Just as she knew that his wings, pinned right above Rigelus’s throne, could not remain.

He’d wear that suit and helmet one more time. It wouldn’t be the Umbra Mortis wearing that suit, but Hunt. Her Hunt.

And together they would end this.

She wished Ithan had made it in time with Hypaxia’s antidote. But they couldn’t delay this—not by a single minute.

Bryce ran her thumbs over the Mask’s smooth brow. It looked like a death mask for some long-dead king. Had it been crafted around the mold of some Asteri’s face? Fashioned after the hateful visage of a Daglan in that other world?

“Bryce,” Hunt warned, his voice low and warped through the helmet.

She beheld the Shadow of Death standing there. He drew his twin swords from the back of his suit, flipping them in his hands. “Do it now.”

All she’d ever done in her life, every step … it had led here.

Here, to this chamber, with the wings of the noble Fallen around her.
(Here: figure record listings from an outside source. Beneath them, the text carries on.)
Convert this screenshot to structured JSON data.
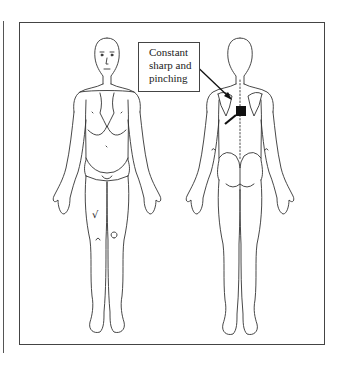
{
  "diagram": {
    "type": "body-pain-chart",
    "views": [
      {
        "name": "front",
        "marks": [
          {
            "symbol": "√",
            "location": "right anterior thigh"
          }
        ]
      },
      {
        "name": "back",
        "marks": [
          {
            "symbol": "filled-square",
            "location": "upper thoracic spine / between scapulae"
          }
        ]
      }
    ],
    "callout": {
      "lines": [
        "Constant",
        "sharp and",
        "pinching"
      ],
      "points_to": "back view, left shoulder blade region"
    },
    "front_marks": {
      "check": "√"
    },
    "colors": {
      "line": "#333333",
      "mark": "#111111",
      "background": "#ffffff"
    }
  }
}
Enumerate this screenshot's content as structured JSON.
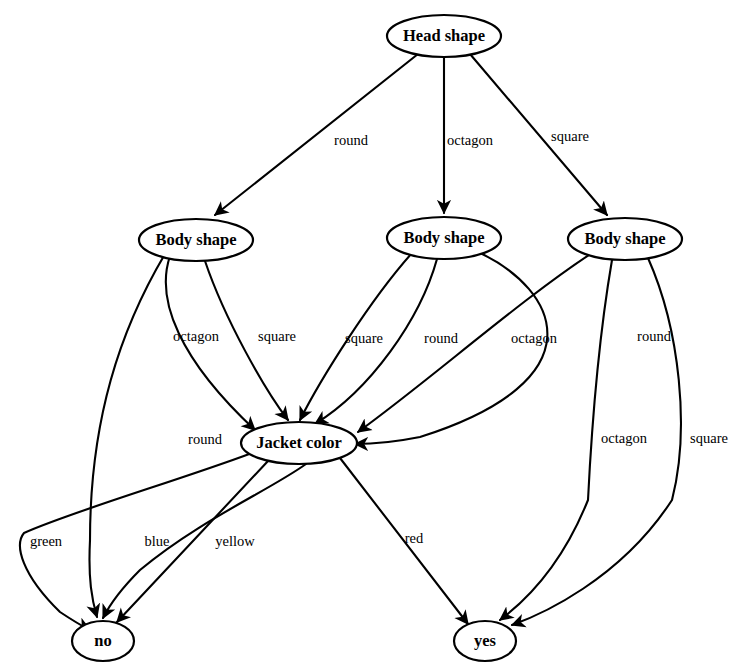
{
  "diagram": {
    "type": "decision-tree",
    "title": "",
    "width": 744,
    "height": 671,
    "colors": {
      "stroke": "#000000",
      "node_fill": "#ffffff",
      "background": "#ffffff",
      "text": "#000000"
    },
    "nodes": [
      {
        "id": "head",
        "label": "Head shape",
        "kind": "root-decision",
        "cx": 444,
        "cy": 36,
        "rx": 57,
        "ry": 21
      },
      {
        "id": "body_left",
        "label": "Body shape",
        "kind": "decision",
        "cx": 196,
        "cy": 240,
        "rx": 57,
        "ry": 21
      },
      {
        "id": "body_mid",
        "label": "Body shape",
        "kind": "decision",
        "cx": 444,
        "cy": 238,
        "rx": 57,
        "ry": 21
      },
      {
        "id": "body_right",
        "label": "Body shape",
        "kind": "decision",
        "cx": 625,
        "cy": 239,
        "rx": 57,
        "ry": 21
      },
      {
        "id": "jacket",
        "label": "Jacket color",
        "kind": "decision",
        "cx": 299,
        "cy": 443,
        "rx": 58,
        "ry": 21
      },
      {
        "id": "no",
        "label": "no",
        "kind": "leaf",
        "cx": 103,
        "cy": 641,
        "rx": 31,
        "ry": 20
      },
      {
        "id": "yes",
        "label": "yes",
        "kind": "leaf",
        "cx": 485,
        "cy": 641,
        "rx": 31,
        "ry": 20
      }
    ],
    "edges": [
      {
        "from": "head",
        "to": "body_left",
        "label": "round",
        "label_x": 351,
        "label_y": 142
      },
      {
        "from": "head",
        "to": "body_mid",
        "label": "octagon",
        "label_x": 470,
        "label_y": 142
      },
      {
        "from": "head",
        "to": "body_right",
        "label": "square",
        "label_x": 570,
        "label_y": 138
      },
      {
        "from": "body_left",
        "to": "no",
        "label": "round",
        "label_x": 205,
        "label_y": 441
      },
      {
        "from": "body_left",
        "to": "jacket",
        "label": "octagon",
        "label_x": 196,
        "label_y": 338
      },
      {
        "from": "body_left",
        "to": "jacket",
        "label": "square",
        "label_x": 277,
        "label_y": 338
      },
      {
        "from": "body_mid",
        "to": "jacket",
        "label": "square",
        "label_x": 364,
        "label_y": 340
      },
      {
        "from": "body_mid",
        "to": "jacket",
        "label": "round",
        "label_x": 441,
        "label_y": 340
      },
      {
        "from": "body_mid",
        "to": "jacket",
        "label": "octagon",
        "label_x": 534,
        "label_y": 340
      },
      {
        "from": "body_right",
        "to": "jacket",
        "label": "round",
        "label_x": 654,
        "label_y": 338
      },
      {
        "from": "body_right",
        "to": "yes",
        "label": "octagon",
        "label_x": 624,
        "label_y": 440
      },
      {
        "from": "body_right",
        "to": "yes",
        "label": "square",
        "label_x": 709,
        "label_y": 440
      },
      {
        "from": "jacket",
        "to": "no",
        "label": "green",
        "label_x": 46,
        "label_y": 543
      },
      {
        "from": "jacket",
        "to": "no",
        "label": "blue",
        "label_x": 157,
        "label_y": 543
      },
      {
        "from": "jacket",
        "to": "no",
        "label": "yellow",
        "label_x": 235,
        "label_y": 543
      },
      {
        "from": "jacket",
        "to": "yes",
        "label": "red",
        "label_x": 414,
        "label_y": 540
      }
    ]
  }
}
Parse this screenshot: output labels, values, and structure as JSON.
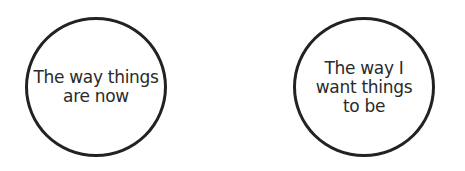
{
  "diagram": {
    "nodes": [
      {
        "id": "current",
        "shape": "circle",
        "label": "The way things\nare now"
      },
      {
        "id": "desired",
        "shape": "circle",
        "label": "The way I\nwant things\nto be"
      }
    ],
    "colors": {
      "stroke": "#222222",
      "text": "#2a2a2a",
      "background": "#ffffff"
    }
  }
}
With Hunt, one of the few remaining warriors.

But no longer.

Bryce lifted the Mask to her face, and closed her eyes as she slid it on. The metal adhered to her skin. It sucked at her face, her soul—

The world diluted again. Alive, not-alive. Breathing, not-breathing. Dead … undead.

The star inside her flared brightly, as if to say, Hello, old friend. Yes, the ancient magic knew the Mask. It understood its deepest secrets.

Bryce turned to the wings. And in the shadow-vision of the Mask, where the wings were pinned, most held a twinkling light. The kernel of a soul. The last scraps of their existences, shining like a wall of stars.

She’d been right: They had never been given Sailings. It had been the final insult to the dead warriors, the shame of being denied a blessed afterlife. It would prove to be the Asteri’s downfall. These souls, left to wander for centuries, were now hers to claim.